Note that the expression at 4.5 has two variable parameters, the price Pd and yield rm. It cannot be re-arranged to solve for yield rm explicitly and in fact the only way to solve for the yield is to use the process of numerical iteration. The process involves estimating a value for rm and calculating the price associated with the estimated yield. If the calculated price is higher than the price of the bond at the time, the yield estimate is lower than the actual yield, and so it must be adjusted until it converges to the level that corresponds with the bond price.

For YTM for a semi-annual coupon bond we have to adjust the formula to allow for the semi-annual payments. Equation (2) is modified as shown by (3) again assuming there are precisely six months to the next coupon payment.

                                                                 (3)

where n is the now the number of interest periods in the life of the bond and therefore equal to the number of years to maturity multiplied by 2.

All the YTM equations above use rm to discount a bond’s cash flows back to the next coupon payment and then discount the value at that date back to the date of the calculation. In other words rm is the internal rate of return (IRR) that equates the value of the discounted cash flows on the bond to the current dirty price of the bond (at the current date). The internal rate of return is the discount rate which, if applied to all of the cash flows will solves for a number that is equal to the dirty price of the bond (its present value). By assuming that this rate will be unchanged for the reinvestment of all the coupon cash flows, and that the instrument will be held to maturity, the IRR can then be seen as the yield to maturity. In effect both measures are identical; the assumption of uniform reinvestment rate allows us to calculate the IRR as equivalent to the redemption yield. It is common for the IRR measure to be used by corporate financiers for project appraisal, while the redemption yield measure is used in bond markets. The solution to the equation for rm cannot be found analytically and has to be solved through numerical iteration, that is, by estimating the yield from two trial values for rm, then solving by using the formula for linear interpolation. It is more common nowadays to use a spreadsheet programme or programmable calculator such as an Hewlett-Packard calculator.

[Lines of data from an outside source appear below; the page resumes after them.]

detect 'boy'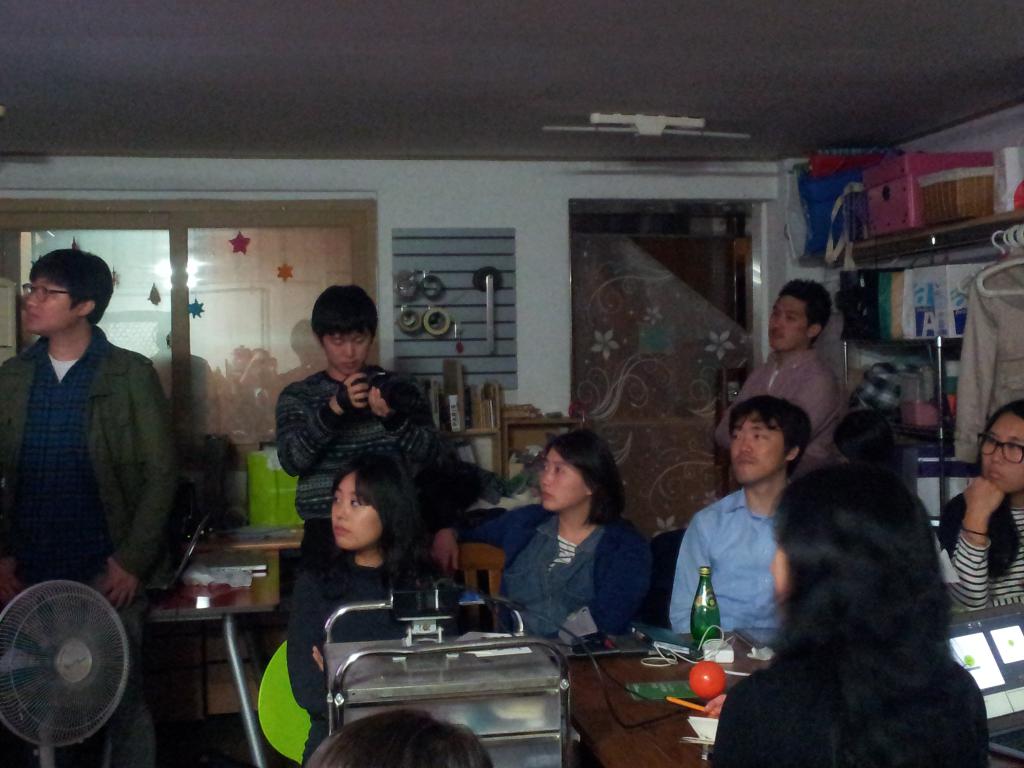
select_region(711, 280, 847, 476)
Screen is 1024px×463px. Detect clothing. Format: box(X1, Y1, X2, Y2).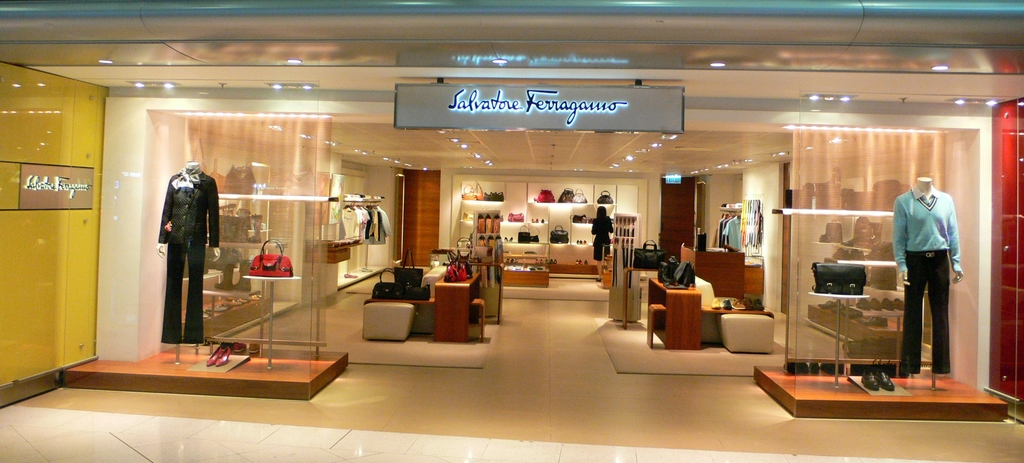
box(334, 206, 356, 239).
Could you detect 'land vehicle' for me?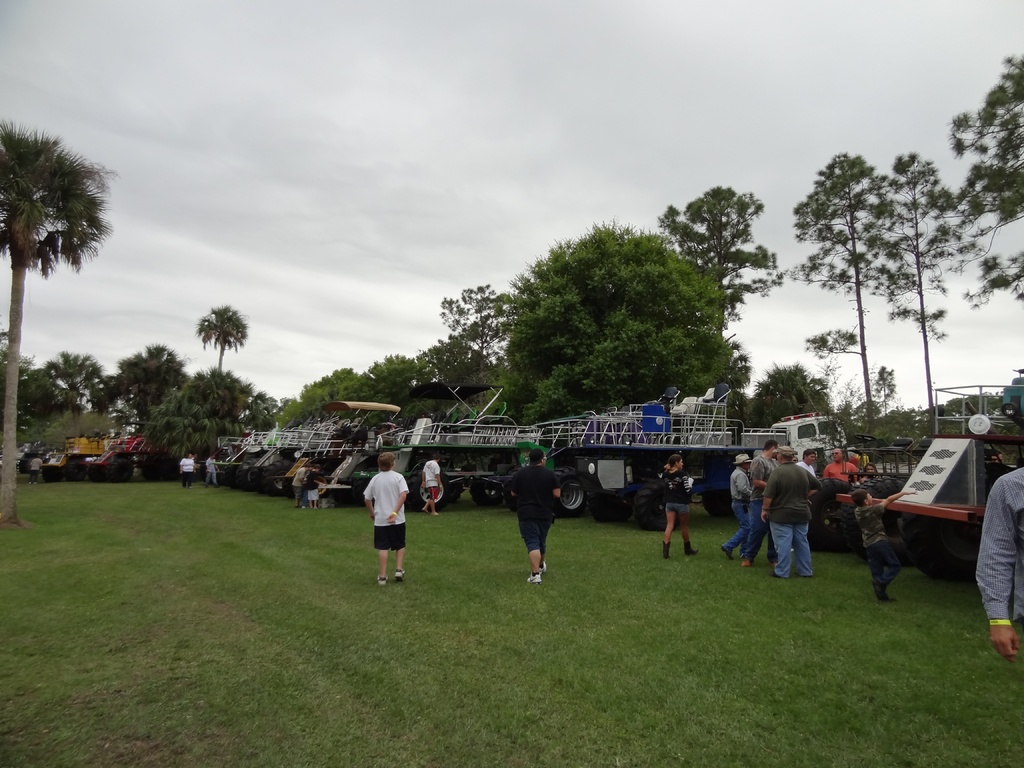
Detection result: [42,430,120,482].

Using the redemption yield calculation

We have already alluded to the key assumption behind the YTM calculation, namely that the rate rm remains stable for the entire period of the life of the bond. By assuming the same yield we can say that all coupons are reinvested at the same yield rm. This is patently unrealistic since we can predict with virtual certainty that interest rates for instruments of similar maturity to the bond at each coupon date will not remain unchanged. In practice however investors require a rate of return that is equivalent to the price that they are paying for a bond and the redemption yield is, to put it simply, as good a measurement as any. A more accurate measurement might be to calculate present values of future cash flows using the discount rate that is equal to the markets view on where interest rates will be at that point, known as the forward interest rate. However forward rates are implied interest rates, and a YTM measurement calculated using forward rates can be as speculative as one calculated using the conventional formula. This is because the actual market interest rate at any time is invariably different from the rate implied earlier in the forward markets. So a YTM calculation made using forward rates would not be realised in practice either.[1] We shall see later in this chapter how the zero-coupon interest rate is the true interest rate for any term to maturity, however the YTM is, despite the limitations presented by its assumptions, the main measure of return used in the markets.



[1] Such an approach is used to price interest-rate swaps, however.